Optimizing a Slow Settings Page: Profiling, Threading, and MySQL Improvements in a Python Flask Backend
This article details how a Python Flask backend with a 36‑second settings page was diagnosed using Chrome Network and flame‑graph profiling, then optimized by redesigning UI interactions, eliminating per‑gid threading, and batching MySQL queries, ultimately reducing response time to 1.47 seconds.
Background: A business platform’s settings page took up to 36 seconds to load, which was unacceptable for users.
Investigation: Using Chrome’s Network panel the team discovered that most of the latency (≈17.57 s) was spent in the Waiting (TTFB) phase. A flame‑graph profile confirmed that the bottleneck lay in the backend Python + Flask code.
First wave of optimization – UI redesign and threading removal: The original implementation launched a new Thread for each gid to fetch CPU‑max values, causing high thread‑creation cost and unnecessary concurrency. The solution was to change the feature to load data on user interaction instead of on page load, and to drop the per‑gid threading entirely.
Second wave – MySQL query optimization: The code queried the database inside a loop, issuing one query per gid. This resulted in many round‑trips and repeated ORM object creation. The improved version batches the queries with an IN clause and moves the filter outside the loop, reducing ORM overhead and eliminating repeated getAttr calls.
def get_group_profile_settings(project_code, gids):
ProfileSetting = unpurview(sandman.endpoint_class('profile_settings'))
session = get_postman_session()
# batch query
query_results = session.query(ProfileSetting).filter(
ProfileSetting.name.in_(project_code + ':' + gid for gid in gids)
).all()
profile_settings = {}
for result in query_results:
if not result:
continue
result = result.as_dict()
gid = result['name'].split(':')[1]
profile_settings[gid] = {
'tag_indexes': result.get('tag_indexes'),
'interval': result['interval'],
'status': result['status'],
'profile_machines': result['profile_machines'],
'thread_settings': result['thread_settings']
}
return profile_settingsResults: After applying both waves of optimization, the endpoint’s response time dropped from 37.6 seconds to 1.47 seconds, as shown by the final flame‑graph screenshots.
Further considerations: Front‑end rendering can be improved by showing loading placeholders, additional profiling may uncover more GetAttr overhead, and in extreme cases a rewrite in Go could be explored. However, the team notes that the current 1.47 s performance is already acceptable for large projects, and further gains may have low ROI.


** What is being asked **
All of the data that follows should be written out exactly.

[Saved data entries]
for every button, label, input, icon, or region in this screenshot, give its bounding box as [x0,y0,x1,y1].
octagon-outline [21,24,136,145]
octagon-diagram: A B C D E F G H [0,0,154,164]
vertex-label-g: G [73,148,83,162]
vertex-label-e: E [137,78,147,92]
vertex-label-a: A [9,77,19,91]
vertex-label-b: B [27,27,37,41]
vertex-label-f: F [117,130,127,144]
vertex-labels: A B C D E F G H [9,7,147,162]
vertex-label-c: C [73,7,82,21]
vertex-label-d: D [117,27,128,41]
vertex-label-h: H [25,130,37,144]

** Written response **
for every button, label, input, icon, or region in this screenshot, give its bounding box as [x0,y0,x1,y1].
octagon-outline [21,24,136,145]
octagon-diagram: A B C D E F G H [0,0,154,164]
vertex-label-g: G [73,148,83,162]
vertex-label-e: E [137,78,147,92]
vertex-label-a: A [9,77,19,91]
vertex-label-b: B [27,27,37,41]
vertex-label-f: F [117,130,127,144]
vertex-labels: A B C D E F G H [9,7,147,162]
vertex-label-c: C [73,7,82,21]
vertex-label-d: D [117,27,128,41]
vertex-label-h: H [25,130,37,144]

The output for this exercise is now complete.